Total pages in book: 128
Estimated words: 120230 (not accurate)
Estimated Reading Time in minutes: 601(@200wpm)___ 481(@250wpm)___ 401(@300wpm)
Estimated words: 120230 (not accurate)
Estimated Reading Time in minutes: 601(@200wpm)___ 481(@250wpm)___ 401(@300wpm)
He didn’t say anything else for a long time, but he stayed with me, the hushed sounds of the hospital at night and Ash’s deep breathing our accompaniment.
“Vansi?” he said at last.
I shook my head. The doctors said my best friend had no severe traumatic injuries, but I knew the ones to her mind and heart might yet end her.
“I’m glad she didn’t wake up in the living room,” Aaron said softly. “The blood . . .” He rubbed both hands over his hair, dropped them in between his knees again, his forearms braced on his thighs. “I thought I was still asleep, caught in a nightmare. If I hadn’t felt the crumple of paper when I tried to shake V awake and seen your note . . .”
“I should’ve left another one in an obvious spot.” It infuriated me that I hadn’t even considered that Aaron might be the one who woke first. Because I hadn’t realized that, in her own warped way, Grace loved him. She’d never planned to cause him permanent harm.
“Not your fault, Lu.” A sob he caught and held in his chest. “I have no idea how you did what you did, got to Jim’s. And Bea . . . I went and prayed with her.” He squeezed his eyes shut. “She was just like she always was when I wanted to do that—I know she doesn’t believe, but she smiled and thanked me for thinking to do that for her.”
“Because she knows you do it out of love.”
We sat in another long spell of a silence filled with the questions I could never ask him—nor he ask me. The boundaries had been laid down, our friendship now bordered by fences that couldn’t be scaled.
“I’m going to go back to sit with Grace,” he said at last, rising from his seat. “The cops have been good about that.”

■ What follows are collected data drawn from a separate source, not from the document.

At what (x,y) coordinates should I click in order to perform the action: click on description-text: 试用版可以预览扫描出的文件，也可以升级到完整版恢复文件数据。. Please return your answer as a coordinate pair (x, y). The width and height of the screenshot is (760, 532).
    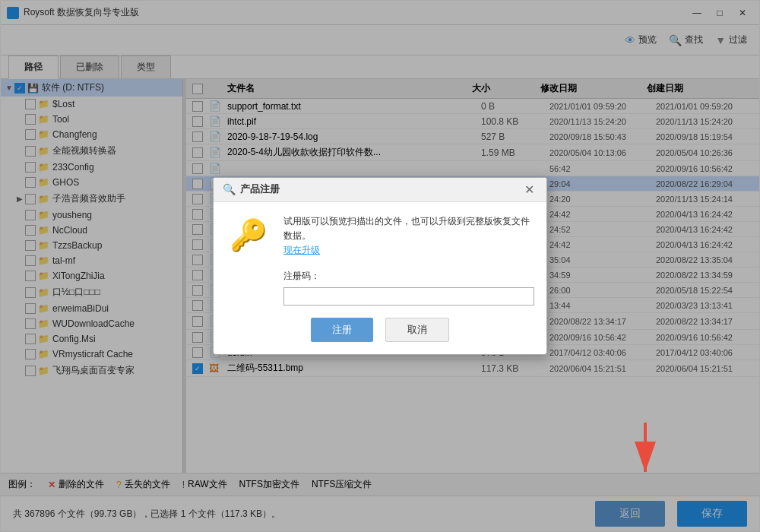
    Looking at the image, I should click on (407, 228).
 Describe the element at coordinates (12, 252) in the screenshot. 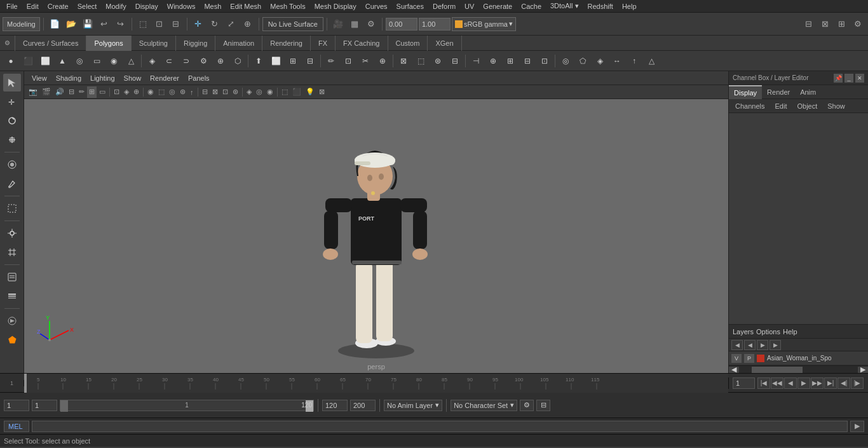

I see `snap-grid-btn` at that location.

I stood with him. “I’m glad.” Though it wasn’t too much of a surprise since, prior to answering the cops’ questions, Grace had made the request for me and Aaron to be allowed to see her.
And, it wasn’t as if she was a physical threat anymore. Not only was she injured, she was handcuffed to one rail of the bed, with an officer inside the room with her at all times. She was also her normal, bubbly self—so much so that it was an indictment on the state of her sanity.
I stumbled a little as we walked out from the nocturnal dimness of Ash’s room and into the brightly lit corridor.
Aaron’s fingers around my biceps. “Whoa,” he said. “You’re tired. Rest.”
“I can’t sleep.” So much easier to blame tiredness for the stumble and not my eyes struggling to adjust to the rapid change in lighting. “I’ll collapse at some point, but until then I can keep the others company. Ash was awake for a couple of moments just before—not sure if he’ll even remember talking to me, but he was lucid at the time.”
Aaron’s face morphed, a roller coaster of emotion after emotion. “He’s going to be devastated. I can’t believe—” He pressed one hand against the wall, his fingers curling into a fist. “The way Darcie cried that day she told us that Beatrice had committed suicide.”
“You know, there’s one thing Darcie said to me that I don’t think was a lie—how, that night, she was saying goodbye to her sister. Because Darcie never planned to set Bea free.”
Aaron slumped against the wall. “She couldn’t have kept her locked up forever.”
“No. I don’t think she ever expected Bea to survive.”
My friend stared at me, his throat moving convulsively. “Grace saved Bea.”
“Yes,” I said, then hugged him.
He hugged me back as hard, before breaking off to lope to Grace’s room, his long legs eating up the hallway. I didn’t follow, instead taking a seat on one of the hard plastic chairs bolted to the wall. Detective Stu Ratene came out of Grace’s room as Aaron went in, the two exchanging glances but no words.
Spotting me farther down the corridor, he walked over.
I raised my eyebrows. “You’re working late.”
He gave me a one-sided smile, his face that of a boxer who’d taken a few too many hits, his skin pockmarked by youthful acne, and his body a wall of muscle on a tall frame.
Man oozed sex appeal of the rough-and-tough kind.
“This case is so twisted, I can’t even think about sleep,” he muttered, before walking over to the nearby coffee machine. “You want?” He dug out his wallet. “It’s not bad for machine coffee. Less like barely flavored water than usual.”
I went to say no, but realized I was cold on the inside. “Hot chocolate if the machine has it.”
“Coming right up.”
He waited until both drinks were ready, then carried over the disposable white cups. “Here you go, milady.” As he sank down into the seat next to me with a groan, his blazer opening around him and his thighs pushing up against his jeans, I saw one of the night-shift nurses shoot him a “come ask for my number” smile.